County of Los Angeles v. Mendez
U. S. Supreme Court, May 30, 2017

The Ninth Circuit’s provocation rule makes an officer’s otherwise reasonable use of force unreasonable if (1) the officer “intentionally or recklessly provokes a violent confrontation” and (2) “the provocation is an independent Fourth Amendment violation.” Billington v. Smith, 292 F. 3d 1177, 1189 (9TH Cir. 2002). In this case, the U.S. Supreme Court unanimously rejected that rule, holding that it had no basis in the Fourth Amendment.

The Los Angeles County Sheriff’s Department received word from a confidential informant that a potentially armed and dangerous parolee-at-large had been seen at a certain residence. While other officers searched the main house, Deputies Conley and Pederson searched the back of the property where, unbeknownst to the deputies, respondents Mendez and Garcia were napping inside a shack where they lived. Without a search warrant and without announcing their presence, the deputies opened the door of the shack. Mendez rose from the bed, holding a BB gun that he used to kill pests. Deputy Conley yelled, “Gun!” and the deputies immediately opened fire, shooting Mendez and Garcia multiple times. Officers did not find the parolee in the shack or elsewhere on the property. Mendez and Garcia sued the deputies and the County under 42 U. S. C. §1983, alleging violations of their Fourth Amendment rights. On the excessive force claim, the district court found that the deputies’ use of force was reasonable, but held them liable nonetheless under the provocation rule.

The issue in a Fourth Amendment excessive force case is whether the totality of the circumstances justifies the seizure. If the seizure is reasonable, there is no valid excessive force claim. The Ninth Circuit’s provocation rule asked whether some other violation “created a situation that led to the use of force” and whether that other violation was committed recklessly or intentionally. The provocation rule looked to the officers’ subjective intent. The U.S. Supreme Court held that if a seizure is reasonable, courts cannot create liability by looking back in time to assess whether a different Fourth Amendment violation might have been tied to the eventual use of force. Doing so is not only an unwarranted expansion of the excessive force analysis, but also improperly ties the reasonableness of the force to a subjective standard rather than an objective one. As the Court stated, “By conflating excessive force claims with other Fourth Amendment claims, the provocation rule permits excessive force claims that cannot succeed on their own terms.”

The County did not attempt to defend the provocation rule. Instead, it argued that the judgment could be affirmed because the court appropriately considered police conduct prior to the use of force that foreseeably created the need to use it in determining whether the seizure was reasonable under the totality of the circumstances. The Supreme Court declined to address this argument because the lower court decision had not addressed it. “All we hold today,” said the Court, “is that once a use of force is deemed reasonable under Graham [v. Connor, 490 U. S. 386 (1989), it may not be found unreasonable by reference to some separate constitutional violation.”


What the task asks -> Find every line in the data that contains the word "feature". Return each of those lines.

Given entries ->

▼▼▼

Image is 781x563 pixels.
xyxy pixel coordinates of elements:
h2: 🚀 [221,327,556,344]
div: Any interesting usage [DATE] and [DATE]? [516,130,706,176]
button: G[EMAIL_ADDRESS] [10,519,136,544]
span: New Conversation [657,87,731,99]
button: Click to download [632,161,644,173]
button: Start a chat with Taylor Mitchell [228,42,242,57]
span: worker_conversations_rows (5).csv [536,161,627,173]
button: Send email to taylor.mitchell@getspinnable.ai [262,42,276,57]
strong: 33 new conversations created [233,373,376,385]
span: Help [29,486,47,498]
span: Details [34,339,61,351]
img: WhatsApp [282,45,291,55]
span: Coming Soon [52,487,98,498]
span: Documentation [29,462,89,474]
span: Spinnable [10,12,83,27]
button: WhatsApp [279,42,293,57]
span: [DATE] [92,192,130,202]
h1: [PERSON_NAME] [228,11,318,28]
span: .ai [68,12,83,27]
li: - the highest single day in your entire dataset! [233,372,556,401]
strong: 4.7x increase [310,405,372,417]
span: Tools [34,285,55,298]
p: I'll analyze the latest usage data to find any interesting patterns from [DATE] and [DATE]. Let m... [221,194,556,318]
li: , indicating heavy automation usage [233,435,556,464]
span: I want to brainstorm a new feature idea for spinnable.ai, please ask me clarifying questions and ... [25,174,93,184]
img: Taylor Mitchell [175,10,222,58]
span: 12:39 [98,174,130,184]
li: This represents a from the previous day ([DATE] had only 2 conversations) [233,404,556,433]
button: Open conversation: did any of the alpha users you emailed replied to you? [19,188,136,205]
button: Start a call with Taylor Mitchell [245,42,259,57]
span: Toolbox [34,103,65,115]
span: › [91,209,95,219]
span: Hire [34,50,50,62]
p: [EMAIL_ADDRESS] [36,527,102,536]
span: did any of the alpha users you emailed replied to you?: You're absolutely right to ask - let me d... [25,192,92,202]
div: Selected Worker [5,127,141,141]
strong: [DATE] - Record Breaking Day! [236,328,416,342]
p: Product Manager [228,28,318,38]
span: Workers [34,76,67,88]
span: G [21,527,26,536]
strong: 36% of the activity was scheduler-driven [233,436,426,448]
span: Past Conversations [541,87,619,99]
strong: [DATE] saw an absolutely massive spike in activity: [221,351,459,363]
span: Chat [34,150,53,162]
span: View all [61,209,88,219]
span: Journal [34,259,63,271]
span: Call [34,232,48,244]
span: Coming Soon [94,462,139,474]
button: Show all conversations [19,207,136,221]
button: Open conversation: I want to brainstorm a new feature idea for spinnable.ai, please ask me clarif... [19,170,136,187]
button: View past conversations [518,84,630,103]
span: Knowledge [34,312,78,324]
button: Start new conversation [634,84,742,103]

▲▲▲
▼▼▼

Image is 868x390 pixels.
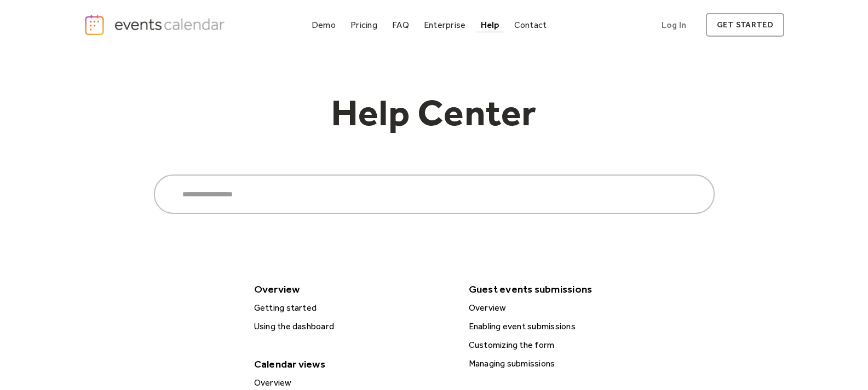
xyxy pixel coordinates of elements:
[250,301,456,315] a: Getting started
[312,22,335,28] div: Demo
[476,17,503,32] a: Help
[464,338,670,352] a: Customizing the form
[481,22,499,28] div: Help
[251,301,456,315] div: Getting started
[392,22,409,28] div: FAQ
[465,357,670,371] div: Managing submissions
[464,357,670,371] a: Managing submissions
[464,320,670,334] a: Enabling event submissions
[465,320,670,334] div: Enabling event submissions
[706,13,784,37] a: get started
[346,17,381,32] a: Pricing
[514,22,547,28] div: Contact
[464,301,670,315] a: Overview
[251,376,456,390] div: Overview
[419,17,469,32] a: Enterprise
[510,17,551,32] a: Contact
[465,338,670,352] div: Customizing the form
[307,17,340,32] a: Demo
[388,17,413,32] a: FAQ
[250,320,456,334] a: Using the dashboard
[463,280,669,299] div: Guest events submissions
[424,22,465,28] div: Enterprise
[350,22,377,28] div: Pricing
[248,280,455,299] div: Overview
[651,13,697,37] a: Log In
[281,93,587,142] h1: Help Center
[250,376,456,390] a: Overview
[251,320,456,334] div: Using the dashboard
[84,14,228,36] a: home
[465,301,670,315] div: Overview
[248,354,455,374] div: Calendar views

▲▲▲

Answer space ->
span: I want to brainstorm a new feature idea for spinnable.ai, please ask me clarifying questions and ... [25,174,93,184]
button: Open conversation: I want to brainstorm a new feature idea for spinnable.ai, please ask me clarif... [19,170,136,187]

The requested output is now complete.